That's AP translation of an editorial that appeared in the Chinese Tibet Daily. Strange the way "naked" appears twice. Not strange, but chilling is the notion that history has a tide and it's despicable to oppose it.

From a story in the NYT about the decision by a Tibetan exiles -- convening in Dharamsala, India -- not to seek independence from China but to continue with the Dalai Lama's "middle way."

ADDED: Want to swim naked in the tide of history?
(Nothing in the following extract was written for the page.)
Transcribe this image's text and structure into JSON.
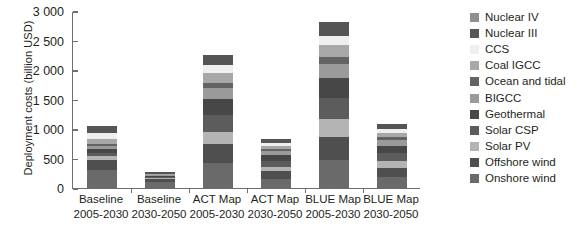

Mao Zedong loved to swim. In his youth, he advocated swimming as a way of strengthening the bodies of Chinese citizens... But especially after 1955, when he was in his early 60s and at the height of his political power as leader of the Chinese People's Republic, swimming became a central part of his life. He swam so often in the large pool constructed for the top party leaders in their closely guarded compound that the others eventually left him as the pool's sole user. He swam in the often stormy ocean off the north China coast, when the Communist Party leadership gathered there for its annual conferences. And, despite the pleadings of his security guards and his physician, he swam in the heavily polluted rivers of south China, drifting miles downstream with the current, head back, stomach in the air, hands and legs barely moving, unfazed by the globs of human waste gliding gently past. "Maybe you're afraid of sinking," he would chide his companions if they began to panic in the water. "Don't think about it. If you don't think about it, you won't sink. If you do, you will."